Samantha scowled at him. “You see? And you said we’d just slip out of the airport, ‘quiet as church mice,’ and spend a couple of low-key days in New York.” She imitated his British accent as she spoke, noting the responding twitch of his sensuous lips.
“Yes, well, apologies. Anyway, half of New York decided to give me a call today to welcome me back. There’s only so much screening a secretary can do when it’s everybody from Trump to Giuliani to Bloomberg to George Steinbrenner ringing me. I got tired of it, so we relocated here.”
“That’s your fault, for being so handsome and rich and famous.” She grinned at him. “Just don’t try to cancel on me for dinner or the auction tonight.”
“How do you know where we’re going?”
She flashed him a grin. “Ben asked me what time we wanted the limo. I wheedled it out of him.”
“Sneak.”
“That’s me, all right.”
“So are you wearing that dress, then?”
“That’s why I bought it.”
Rick edged closer, sliding a hand around her waist and drawing her up against him. “All the better for me. No one will be able to take their eyes off you long enough to bid on any of the artwork.”
“Everybody dresses up for Sotheby’s evening auctions.”
“Not the way you do.” He kissed her, soft and slow. It made her knees weak. “Tell me how you know about Sotheby’s evening auctions.”
“I haven’t hit Sotheby’s in three years, if that’s what you’re implying.” Well, two, anyway, if she counted their London establishment.
“Mm-hm. I’ll be finished in the office by six.” He leaned down and kissed her again, bending her spine back just to let her know that he meant it. His hand crept up beneath her blouse, sliding along the bare skin of her stomach.
Her toes practically curled. “Okay,” she returned, forcing her mind back to matters at hand. “I’m going to grab a snack, then fax Stoney and take a shower.” She brushed his
hand away, slipped out of his arms, retrieved her dress, and continued down the stairs.
Deep satisfaction swirled down her spine to mingle with heady arousal as he headed back up to his office.
Ha
. She’d done it. This was the third time now she’d broken into one of his houses, and this time he hadn’t caught her. He hadn’t suspected a thing.
“Samantha?”
Damn
. She looked back up to the head of the stairs to see him gazing toward the far window with its missing pane.
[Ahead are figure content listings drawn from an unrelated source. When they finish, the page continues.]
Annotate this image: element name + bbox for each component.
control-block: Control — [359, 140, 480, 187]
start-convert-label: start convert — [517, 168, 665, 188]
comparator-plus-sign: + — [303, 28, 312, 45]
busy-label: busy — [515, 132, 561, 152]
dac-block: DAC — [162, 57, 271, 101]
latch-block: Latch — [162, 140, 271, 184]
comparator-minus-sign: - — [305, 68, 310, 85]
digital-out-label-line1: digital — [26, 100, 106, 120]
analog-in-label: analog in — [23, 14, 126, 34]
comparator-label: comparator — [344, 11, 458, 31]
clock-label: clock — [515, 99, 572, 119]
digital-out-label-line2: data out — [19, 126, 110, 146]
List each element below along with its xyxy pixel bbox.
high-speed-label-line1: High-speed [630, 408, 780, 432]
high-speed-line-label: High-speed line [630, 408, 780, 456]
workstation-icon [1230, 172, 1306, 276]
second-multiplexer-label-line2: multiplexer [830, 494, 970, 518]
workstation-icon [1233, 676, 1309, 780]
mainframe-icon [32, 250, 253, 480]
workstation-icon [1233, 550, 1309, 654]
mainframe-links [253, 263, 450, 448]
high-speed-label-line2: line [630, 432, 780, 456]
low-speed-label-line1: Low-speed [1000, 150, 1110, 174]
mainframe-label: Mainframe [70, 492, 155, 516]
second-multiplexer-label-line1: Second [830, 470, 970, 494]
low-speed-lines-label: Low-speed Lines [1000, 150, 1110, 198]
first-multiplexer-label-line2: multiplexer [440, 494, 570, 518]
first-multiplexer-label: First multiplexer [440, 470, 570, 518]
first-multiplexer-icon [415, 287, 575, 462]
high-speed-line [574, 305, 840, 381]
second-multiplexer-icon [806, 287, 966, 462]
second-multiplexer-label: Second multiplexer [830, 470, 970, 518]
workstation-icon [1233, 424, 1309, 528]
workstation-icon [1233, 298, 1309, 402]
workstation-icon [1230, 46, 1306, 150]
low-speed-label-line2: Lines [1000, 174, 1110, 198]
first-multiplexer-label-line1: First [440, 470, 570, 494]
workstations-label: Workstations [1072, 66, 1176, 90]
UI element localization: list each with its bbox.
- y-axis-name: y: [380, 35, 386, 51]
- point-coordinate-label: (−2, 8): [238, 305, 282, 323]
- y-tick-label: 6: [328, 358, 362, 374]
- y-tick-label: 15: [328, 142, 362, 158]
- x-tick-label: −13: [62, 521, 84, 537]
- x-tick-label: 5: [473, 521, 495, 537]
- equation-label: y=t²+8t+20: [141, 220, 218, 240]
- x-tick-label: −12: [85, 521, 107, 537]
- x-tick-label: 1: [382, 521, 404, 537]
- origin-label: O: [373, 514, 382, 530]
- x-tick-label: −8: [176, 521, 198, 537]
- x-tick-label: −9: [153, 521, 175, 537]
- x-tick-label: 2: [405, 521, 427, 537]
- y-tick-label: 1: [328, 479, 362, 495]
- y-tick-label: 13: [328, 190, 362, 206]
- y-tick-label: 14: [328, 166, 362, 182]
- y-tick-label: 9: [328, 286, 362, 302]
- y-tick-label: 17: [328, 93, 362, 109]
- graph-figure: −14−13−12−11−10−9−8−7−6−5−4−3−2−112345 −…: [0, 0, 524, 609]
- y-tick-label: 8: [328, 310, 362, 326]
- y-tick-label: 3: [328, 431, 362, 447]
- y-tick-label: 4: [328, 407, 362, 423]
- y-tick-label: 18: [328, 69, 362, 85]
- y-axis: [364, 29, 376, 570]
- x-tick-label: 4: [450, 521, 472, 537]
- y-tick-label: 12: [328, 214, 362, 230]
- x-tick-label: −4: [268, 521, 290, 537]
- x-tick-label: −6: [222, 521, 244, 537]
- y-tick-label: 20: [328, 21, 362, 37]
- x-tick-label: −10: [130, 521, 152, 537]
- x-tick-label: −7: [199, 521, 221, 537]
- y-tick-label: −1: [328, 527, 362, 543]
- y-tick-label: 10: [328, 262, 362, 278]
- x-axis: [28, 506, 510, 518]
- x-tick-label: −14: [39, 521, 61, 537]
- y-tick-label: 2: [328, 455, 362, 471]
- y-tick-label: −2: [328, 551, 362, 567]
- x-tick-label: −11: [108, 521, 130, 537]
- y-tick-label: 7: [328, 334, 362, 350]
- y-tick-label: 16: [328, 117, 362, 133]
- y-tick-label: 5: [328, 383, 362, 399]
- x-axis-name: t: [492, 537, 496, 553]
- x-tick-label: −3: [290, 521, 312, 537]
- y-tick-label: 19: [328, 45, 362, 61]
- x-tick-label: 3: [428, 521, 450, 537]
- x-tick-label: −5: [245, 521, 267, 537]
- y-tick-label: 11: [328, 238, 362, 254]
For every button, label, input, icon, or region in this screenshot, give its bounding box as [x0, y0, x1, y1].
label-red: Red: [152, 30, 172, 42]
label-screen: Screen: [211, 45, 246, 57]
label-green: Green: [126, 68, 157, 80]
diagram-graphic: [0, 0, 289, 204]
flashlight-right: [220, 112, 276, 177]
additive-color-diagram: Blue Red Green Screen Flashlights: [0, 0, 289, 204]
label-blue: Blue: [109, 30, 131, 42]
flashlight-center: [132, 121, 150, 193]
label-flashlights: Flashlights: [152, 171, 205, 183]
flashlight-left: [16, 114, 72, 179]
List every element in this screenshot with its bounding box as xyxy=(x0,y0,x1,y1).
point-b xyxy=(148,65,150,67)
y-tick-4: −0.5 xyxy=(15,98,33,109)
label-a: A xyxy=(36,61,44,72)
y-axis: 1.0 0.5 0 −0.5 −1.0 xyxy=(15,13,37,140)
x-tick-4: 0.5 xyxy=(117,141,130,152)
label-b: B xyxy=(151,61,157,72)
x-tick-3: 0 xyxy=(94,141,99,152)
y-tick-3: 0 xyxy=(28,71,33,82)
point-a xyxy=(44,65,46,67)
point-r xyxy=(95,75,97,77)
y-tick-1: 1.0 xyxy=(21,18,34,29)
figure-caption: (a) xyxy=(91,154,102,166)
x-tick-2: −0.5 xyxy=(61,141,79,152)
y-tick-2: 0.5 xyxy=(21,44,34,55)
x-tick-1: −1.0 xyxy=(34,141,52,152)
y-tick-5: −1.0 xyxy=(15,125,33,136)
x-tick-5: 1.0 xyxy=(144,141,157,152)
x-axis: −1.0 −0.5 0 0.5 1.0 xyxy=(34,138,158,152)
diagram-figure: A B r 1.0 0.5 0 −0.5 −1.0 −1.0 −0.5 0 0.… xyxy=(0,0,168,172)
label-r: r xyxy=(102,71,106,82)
He had good vision, but hell, not that good. “Yes, Rick?” she said, echoing his tone again.
Never give anything away
. That was one of the thieves’ rules as quoted to her by her dad on a regular basis until Martin Jellicoe had ended up in prison and then dead just over three years ago.
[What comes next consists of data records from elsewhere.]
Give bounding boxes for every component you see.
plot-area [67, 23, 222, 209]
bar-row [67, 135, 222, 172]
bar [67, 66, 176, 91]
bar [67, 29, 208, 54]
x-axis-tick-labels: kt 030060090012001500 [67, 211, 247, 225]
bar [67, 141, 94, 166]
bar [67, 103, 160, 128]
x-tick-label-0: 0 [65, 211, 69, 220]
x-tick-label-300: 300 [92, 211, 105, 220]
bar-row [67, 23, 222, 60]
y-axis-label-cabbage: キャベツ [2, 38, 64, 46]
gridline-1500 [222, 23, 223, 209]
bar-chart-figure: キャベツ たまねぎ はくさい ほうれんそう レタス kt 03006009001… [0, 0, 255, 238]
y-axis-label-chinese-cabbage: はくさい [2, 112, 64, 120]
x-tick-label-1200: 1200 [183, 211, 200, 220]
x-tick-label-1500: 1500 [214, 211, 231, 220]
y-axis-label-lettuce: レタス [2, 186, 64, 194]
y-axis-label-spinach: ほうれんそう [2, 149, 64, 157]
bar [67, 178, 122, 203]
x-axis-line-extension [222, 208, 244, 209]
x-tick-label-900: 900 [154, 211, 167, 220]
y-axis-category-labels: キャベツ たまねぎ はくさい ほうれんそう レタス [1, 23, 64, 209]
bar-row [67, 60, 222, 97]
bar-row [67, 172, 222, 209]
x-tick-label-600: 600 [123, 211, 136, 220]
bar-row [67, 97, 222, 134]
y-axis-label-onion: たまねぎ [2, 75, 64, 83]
“There are a dozen coats and two briefcases in the entryway,” Rick was saying. “How did you pass them by without realizing I was here with company?”
“I was distracted. Have fun with your minions.”
“And why would you walk through the front door and up the stairs with a dress wadded up under your blouse?”
“My hands were full.”
“With that missing windowpane up here, by any chance?” He descended the stairs again. “You broke into the house.”